Carolyn Sherwin Bailey, Surprise stories, Chicago, Albert Whitman, 1923, p. 29-37.
Captain Caddis had decided to try and have an adventure. He had decided that he would try and climb to the surface of the pond and see what the world looked like up above. Later in the summer he was going to live at the top of the water. He was going to have wings and fly like an aeroplane over the top of the blue pond.
But how was he going to get up to the top? Captain Caddis was only a little white grub of a worm who had lived ever since the warm days had come in the mud down in the bottom of the pond.
The water weeds that grew all about him were like a thick jungle. The lily pads that floated on top of the water looked like large green islands to this little sailor creature. The voices of the children they bent over the edge of the pond to look at all its strange moving things sounded like thunder to the small inhabitants for the water. But Captain Caddis was as plucky a little seaman as ever was born, and he set to work one early summer morning to try and make his way up to the light and the air.
He had no hands with which to build himself a boat, but that did not discourage this little grub in the least. It takes a caddis to find a way, even in the mud of a deep pond. He took his wriggling path in and out among the roots of the weeds and he found that some of their fibre, soaked by the water, was peeling off. So the little worm sawed off the fibres with his sharp jaws and laid them together until he had made a kind of boat, but a good deal like a wicker basket for a fairy if the children could have seen it.
Then Captain Caddis rolled himself into his boat and set sail among the water weeds to see if his vessel was sea worthy.
But the wee boat stuck in the shoals of the pebbles and lost its way in the tangle of the green rushes. It was too crude a ship to be steered without hands. So Captain Caddis gave up this first boat and built himself another. This time he made a kind of battle ship by covering his body all over with the bits of shell that the pond snails had left lying about there at the bottom. Tiny bits of soft old roots fastened them together. When this long, slender boat was built Captain caddis tried to see if he could navigate it. By pushing and pulling, wriggling and twisting, he could steer his new boat, turn it around and change its place in the water. With his boat on his back Captain Caddis climbed up a tall stalk to the sunshine at the surface of the pond.
The boat was heavy and it was a long way up. And just before he came to the bright sunshine Captain Caddis had a wise thought. No one can tell how it came to him. No one knows how Mother Nature teaches her most humble children the wonderful things that we have to learn ourselves. Captain Caddis poked his head out of the porthole in the front of his boat and in doing this he let the air come in at the back. He pushed himself farther out, feeling the sun on his body and letting more air into his boat. Why, now he could sail. There he was at the top, floating happily over the water and thinking, if he really thought at all, what a nice thing it was to be even a little worm on a sunny day in June.
Splash, splash! Something that looked like a long black torpedo boat came toward Captain Caddis through the water. It was many times as big as his boat and it came fast. It was the stick with which the children were poking about in the pond, and if it hit the little worm out for a pleasure voyage it would break his snail shell vessel. The children had not seen the wonderful little caddis floating along near the shore.
But Captain Caddis had another wise thought. He quickly pulled his body inside his boat and that forced out the air. The boat began to drop down below the surface of the water. Last, he pulled in his head and that was like pumping out all the air that had made the boat float. The queer little ship sank swiftly down through the water until it rested safely at the bottom. That dreadful stick could not follow so far.
Again Captain Caddis went up to the top and this time he sailed safely about all day. He was growing larger and the children saw him. They only pointed to him now, they threw away their stick, and presently a wonderful thing happened to the brave little Captain. He found that he had a pair of wings. He left his boat below, for now he could fly. From the mud to the air, wasn’t that a great adventure, as if he had exchanged his submarine boat for an aeroplane?
Any child may watch the summer adventure of Captain Caddis. The pond is as full of adventure for a child with bright eyes as ever was the sea.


- **Task prompt**
Look through the data and write out every line with the word "pixels" in it.

- **Supplied data**
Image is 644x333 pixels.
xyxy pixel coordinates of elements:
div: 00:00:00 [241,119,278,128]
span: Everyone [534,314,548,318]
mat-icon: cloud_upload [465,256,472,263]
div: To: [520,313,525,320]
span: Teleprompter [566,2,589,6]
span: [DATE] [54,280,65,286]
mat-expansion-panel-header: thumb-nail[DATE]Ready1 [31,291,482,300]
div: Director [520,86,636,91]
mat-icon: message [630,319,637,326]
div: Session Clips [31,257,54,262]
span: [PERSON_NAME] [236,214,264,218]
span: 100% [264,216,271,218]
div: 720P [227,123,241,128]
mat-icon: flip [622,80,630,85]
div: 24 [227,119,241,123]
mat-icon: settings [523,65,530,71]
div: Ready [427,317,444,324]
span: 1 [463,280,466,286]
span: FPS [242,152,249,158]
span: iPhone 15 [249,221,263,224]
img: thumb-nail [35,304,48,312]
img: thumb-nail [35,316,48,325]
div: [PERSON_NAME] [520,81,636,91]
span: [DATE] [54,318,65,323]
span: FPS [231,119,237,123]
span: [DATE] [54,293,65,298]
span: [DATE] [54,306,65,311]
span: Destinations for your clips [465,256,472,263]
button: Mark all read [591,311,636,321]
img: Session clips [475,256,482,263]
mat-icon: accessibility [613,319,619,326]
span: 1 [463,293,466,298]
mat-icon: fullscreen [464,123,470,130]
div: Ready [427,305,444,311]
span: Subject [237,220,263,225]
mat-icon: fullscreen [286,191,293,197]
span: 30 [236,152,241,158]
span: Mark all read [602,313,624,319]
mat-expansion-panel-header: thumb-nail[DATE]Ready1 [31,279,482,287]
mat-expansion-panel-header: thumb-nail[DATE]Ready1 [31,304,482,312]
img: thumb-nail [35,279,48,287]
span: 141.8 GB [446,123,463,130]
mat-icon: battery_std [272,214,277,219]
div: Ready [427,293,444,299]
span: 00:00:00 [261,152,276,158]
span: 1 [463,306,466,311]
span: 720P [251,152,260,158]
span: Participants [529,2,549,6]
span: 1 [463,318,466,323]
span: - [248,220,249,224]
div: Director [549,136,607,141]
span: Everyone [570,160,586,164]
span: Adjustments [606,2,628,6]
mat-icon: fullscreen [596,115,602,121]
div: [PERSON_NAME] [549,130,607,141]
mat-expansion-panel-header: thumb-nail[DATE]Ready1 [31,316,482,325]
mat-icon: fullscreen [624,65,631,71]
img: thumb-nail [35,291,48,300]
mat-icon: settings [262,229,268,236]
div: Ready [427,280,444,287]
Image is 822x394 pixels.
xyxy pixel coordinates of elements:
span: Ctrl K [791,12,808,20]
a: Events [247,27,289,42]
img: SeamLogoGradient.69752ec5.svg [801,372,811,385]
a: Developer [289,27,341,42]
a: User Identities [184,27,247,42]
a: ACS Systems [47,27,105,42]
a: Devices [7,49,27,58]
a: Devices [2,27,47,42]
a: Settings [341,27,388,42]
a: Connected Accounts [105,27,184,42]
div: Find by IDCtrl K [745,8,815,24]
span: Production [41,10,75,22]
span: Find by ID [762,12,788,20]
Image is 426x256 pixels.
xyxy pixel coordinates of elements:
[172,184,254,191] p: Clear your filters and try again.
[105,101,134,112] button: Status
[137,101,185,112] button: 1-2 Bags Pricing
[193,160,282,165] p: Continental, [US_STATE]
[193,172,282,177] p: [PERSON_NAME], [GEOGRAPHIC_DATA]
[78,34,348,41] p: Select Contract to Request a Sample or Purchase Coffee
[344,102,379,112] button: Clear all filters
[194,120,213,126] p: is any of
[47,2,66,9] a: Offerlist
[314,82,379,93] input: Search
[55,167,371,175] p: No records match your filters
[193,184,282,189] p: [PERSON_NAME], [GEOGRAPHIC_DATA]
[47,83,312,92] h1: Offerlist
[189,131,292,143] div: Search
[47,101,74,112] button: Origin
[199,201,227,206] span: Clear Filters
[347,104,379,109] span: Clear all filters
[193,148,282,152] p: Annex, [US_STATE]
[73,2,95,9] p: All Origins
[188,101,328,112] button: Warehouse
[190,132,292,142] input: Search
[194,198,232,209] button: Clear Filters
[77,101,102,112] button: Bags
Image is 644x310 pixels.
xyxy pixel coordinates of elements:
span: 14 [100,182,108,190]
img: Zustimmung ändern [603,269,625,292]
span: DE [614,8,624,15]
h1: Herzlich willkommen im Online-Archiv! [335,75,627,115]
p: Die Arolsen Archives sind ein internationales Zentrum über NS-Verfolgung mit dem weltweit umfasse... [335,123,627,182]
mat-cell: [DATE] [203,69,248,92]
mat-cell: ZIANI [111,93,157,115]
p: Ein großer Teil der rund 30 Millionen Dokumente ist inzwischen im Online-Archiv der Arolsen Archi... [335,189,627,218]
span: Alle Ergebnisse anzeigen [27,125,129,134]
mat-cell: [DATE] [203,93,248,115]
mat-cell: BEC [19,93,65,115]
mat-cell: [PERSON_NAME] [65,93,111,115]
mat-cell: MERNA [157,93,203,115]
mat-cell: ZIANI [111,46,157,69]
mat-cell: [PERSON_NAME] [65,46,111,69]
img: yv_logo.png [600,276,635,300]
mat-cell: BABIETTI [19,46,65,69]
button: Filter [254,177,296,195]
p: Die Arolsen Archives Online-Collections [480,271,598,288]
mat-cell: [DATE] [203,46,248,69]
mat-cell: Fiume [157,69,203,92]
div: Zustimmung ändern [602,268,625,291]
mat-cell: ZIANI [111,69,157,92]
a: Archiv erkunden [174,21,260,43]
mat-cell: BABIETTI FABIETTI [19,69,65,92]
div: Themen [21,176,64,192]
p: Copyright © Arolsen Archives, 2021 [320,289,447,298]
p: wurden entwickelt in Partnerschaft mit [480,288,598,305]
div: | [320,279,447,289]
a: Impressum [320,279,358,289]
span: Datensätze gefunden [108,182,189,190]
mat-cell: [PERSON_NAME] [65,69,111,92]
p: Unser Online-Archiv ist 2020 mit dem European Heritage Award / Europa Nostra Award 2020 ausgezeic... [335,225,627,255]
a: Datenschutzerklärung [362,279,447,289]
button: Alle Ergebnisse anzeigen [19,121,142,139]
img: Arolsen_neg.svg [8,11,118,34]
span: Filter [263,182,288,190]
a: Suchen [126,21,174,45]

==

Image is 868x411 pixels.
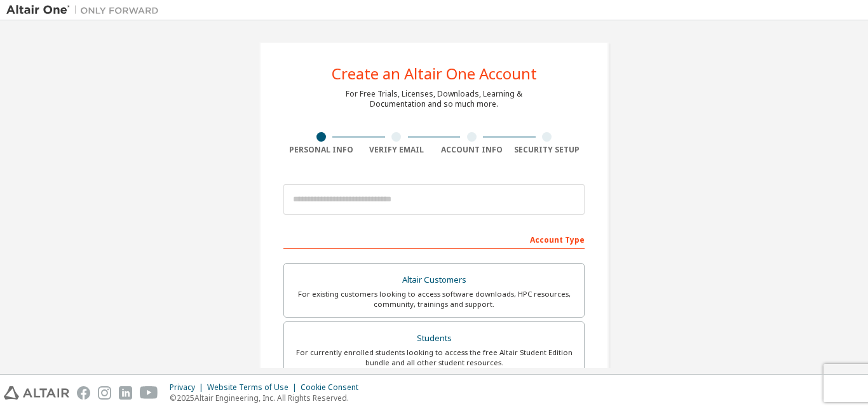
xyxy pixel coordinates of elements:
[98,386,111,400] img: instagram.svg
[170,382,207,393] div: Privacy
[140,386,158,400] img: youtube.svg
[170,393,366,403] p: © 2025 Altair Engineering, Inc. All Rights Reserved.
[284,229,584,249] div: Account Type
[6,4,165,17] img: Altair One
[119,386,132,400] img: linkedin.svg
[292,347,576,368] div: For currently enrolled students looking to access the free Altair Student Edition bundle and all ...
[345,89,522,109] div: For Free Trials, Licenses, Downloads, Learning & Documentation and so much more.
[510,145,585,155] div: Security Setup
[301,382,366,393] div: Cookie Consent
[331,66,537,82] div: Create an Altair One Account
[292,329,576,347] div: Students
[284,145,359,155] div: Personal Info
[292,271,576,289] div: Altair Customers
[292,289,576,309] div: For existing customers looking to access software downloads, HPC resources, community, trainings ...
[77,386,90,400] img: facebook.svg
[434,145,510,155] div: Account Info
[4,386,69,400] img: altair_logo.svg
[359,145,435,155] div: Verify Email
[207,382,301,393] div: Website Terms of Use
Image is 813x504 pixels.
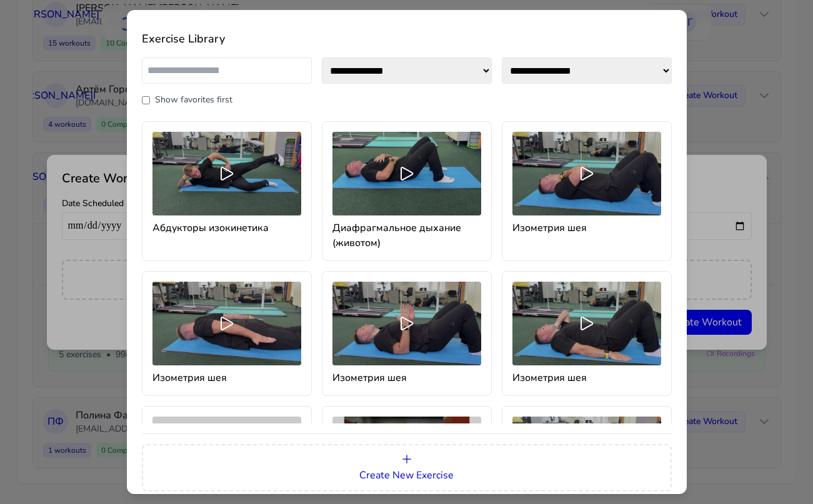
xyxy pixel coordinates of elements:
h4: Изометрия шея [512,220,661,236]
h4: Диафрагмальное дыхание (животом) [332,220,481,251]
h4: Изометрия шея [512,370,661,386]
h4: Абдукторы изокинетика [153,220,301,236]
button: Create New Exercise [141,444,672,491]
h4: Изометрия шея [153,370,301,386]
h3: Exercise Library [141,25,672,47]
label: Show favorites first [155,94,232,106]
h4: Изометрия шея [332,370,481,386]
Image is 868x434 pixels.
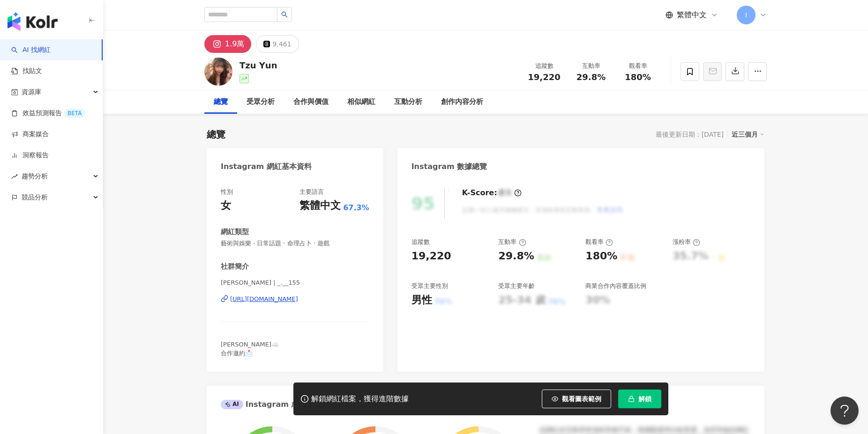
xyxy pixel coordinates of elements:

...

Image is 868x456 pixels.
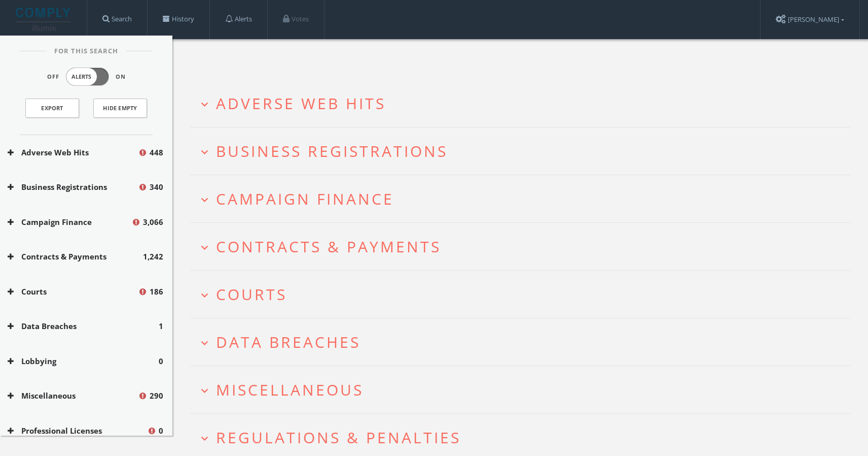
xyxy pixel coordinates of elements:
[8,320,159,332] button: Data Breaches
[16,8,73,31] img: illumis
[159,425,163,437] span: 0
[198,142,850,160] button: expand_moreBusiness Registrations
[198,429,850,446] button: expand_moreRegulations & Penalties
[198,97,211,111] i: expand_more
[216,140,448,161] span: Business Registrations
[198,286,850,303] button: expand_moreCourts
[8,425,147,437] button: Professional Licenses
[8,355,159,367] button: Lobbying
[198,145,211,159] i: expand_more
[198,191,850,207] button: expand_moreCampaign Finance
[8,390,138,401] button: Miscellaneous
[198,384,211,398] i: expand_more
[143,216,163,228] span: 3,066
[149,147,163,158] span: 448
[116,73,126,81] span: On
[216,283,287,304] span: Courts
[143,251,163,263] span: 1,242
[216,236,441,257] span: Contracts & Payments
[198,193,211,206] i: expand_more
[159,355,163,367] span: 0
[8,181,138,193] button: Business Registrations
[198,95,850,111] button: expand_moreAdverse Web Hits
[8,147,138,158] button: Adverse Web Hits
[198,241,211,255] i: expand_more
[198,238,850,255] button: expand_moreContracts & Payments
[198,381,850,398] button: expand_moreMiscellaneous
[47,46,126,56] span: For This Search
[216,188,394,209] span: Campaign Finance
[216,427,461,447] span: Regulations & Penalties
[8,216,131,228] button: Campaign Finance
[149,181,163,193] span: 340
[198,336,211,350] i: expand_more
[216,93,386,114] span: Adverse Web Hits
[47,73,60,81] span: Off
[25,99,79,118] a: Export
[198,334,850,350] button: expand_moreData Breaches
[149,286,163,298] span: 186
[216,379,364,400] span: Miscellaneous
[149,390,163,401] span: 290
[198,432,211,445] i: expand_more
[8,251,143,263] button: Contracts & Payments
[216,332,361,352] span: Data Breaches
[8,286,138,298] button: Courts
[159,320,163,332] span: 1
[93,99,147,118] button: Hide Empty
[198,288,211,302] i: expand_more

- **Answer to this task**
Image is 644x333 pixels.
Image is 822x394 pixels.
Image is 426x256 pixels.
Image is 644x310 pixels.
Image is 868x411 pixels.
Image is 813x504 pixels.
Image is 868x434 pixels.
Image is 868x456 pixels.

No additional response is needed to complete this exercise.